Beside him, Charity startled.

“No, your highness,” he said shortly, his mind spinning in a circle as he wondered what Charity had sought a pardon for. “Charity, did you ask for a pardon for last night?”

“Not for this, Perry,” she said in a low whisper of supplication, tipping her head slightly to him.

“I find it a curious coincidence that you are questioning your mother's intent in sabotaging wedding negotiations with the Dutch, Fitzroy,” the Queen interrupted them, tapping her fingernails on the arm of her throne. “I wonder if they might be at all similar to the reasons why you were attempting to do the same.”

“ Ah ,” he said tightly, his stomach sinking in upon itself.

He had nearly forgotten that he had confirmed Selina’s words to Charity—that he had been involved in a second plot to poison the Prince of Orange. She must have told the Queen. And it seemed darkly ironic that even though he was no longer the enemy of the Duchess Atholl, she was a well-meaning Diamond as cursed as the French Blue.

Fate would always tear us apart , he heard her voice whisper to him.

Rather than answer the monarch, he turned his head to her. She was lovely. This light in his life.

His ruinous star.

“Well, Your Majesty,” he said, taking a deep breath to compose himself. “I can try to explain the whole situation.”

The Queen, however, waved her hand at him irritably. “The duchess has already explained everything she needed to convey to me. But it is most apparent that she has explained nothing of the terms of her agreement with me to you .

“Despite your impudent words to me, I find I am no longer quite so wroth with you , Lord Fitzroy. Indeed, I would have granted you my permission to embark upon this plan—had you come to us to request it.”

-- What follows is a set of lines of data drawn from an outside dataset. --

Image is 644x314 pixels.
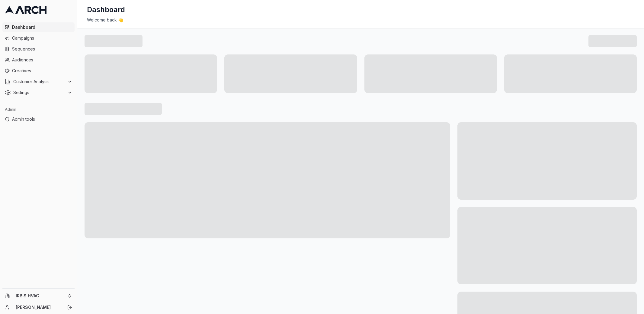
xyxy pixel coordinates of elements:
h1: Dashboard [87,5,125,15]
div: Welcome back 👋 [87,17,635,23]
a: Admin tools [3,114,75,124]
span: Creatives [12,68,72,74]
a: Sequences [3,44,75,54]
span: Admin tools [12,116,72,122]
span: Audiences [12,57,72,63]
button: Log out [66,303,74,311]
button: IRBIS HVAC [3,291,75,300]
div: Admin [3,105,75,114]
button: Settings [3,88,75,98]
span: Dashboard [12,24,72,30]
span: Customer Analysis [14,79,65,84]
a: Dashboard [3,22,75,32]
a: Audiences [3,55,75,65]
button: Customer Analysis [3,77,75,87]
a: Creatives [3,66,75,76]
a: Campaigns [3,33,75,43]
span: IRBIS HVAC [16,293,65,298]
span: Campaigns [12,35,72,41]
a: [PERSON_NAME] [16,304,61,310]
span: Settings [14,90,65,95]
span: Sequences [12,46,72,52]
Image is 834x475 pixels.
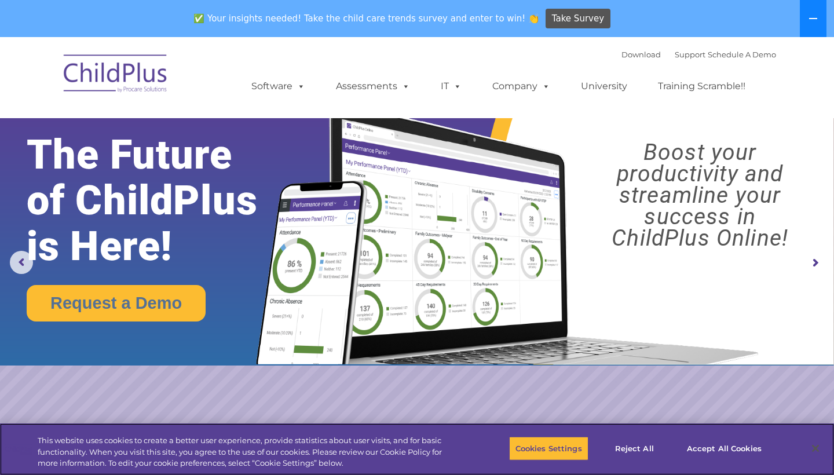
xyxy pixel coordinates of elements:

A black suspicion was growing in Fitzroy, and he glanced at Charity, who nearly looked as if she was trying not to weep.

“Your Majesty, I beg your forgiveness. He only regained consciousness the day prior, and I thought he was still too ill?—”

The duchess had struck a bargain with the Queen that involved him. Without him. And it was clear from her posture and intonation that she knew he would have never approved of it.

His heart shattered into pieces.

The Queen gave her diamond a look that cowed her into silence, and then she turned her implacable stare upon him.

“The Duchess Atholl begged your pardon because she believed your loyalties could be bent by both your mother and some sinister group. She offered up your life, your loyalty, and your servitude to me, promising that you were valuable, and would run England’s enemies to the ground both within and without.

“On that agreement, I granted the pardon, and agreed to provide you with protection against your mother and anyone else who might want you dead. I was most vexed because that was a conditional offering, Lord Fitzroy. But you could hardly show the proper deference if you were not made aware of the conditions, could you?” The Queen shifted the full weight of her gaze onto Charity. “Well, my diamond, why did you fail to tell him?”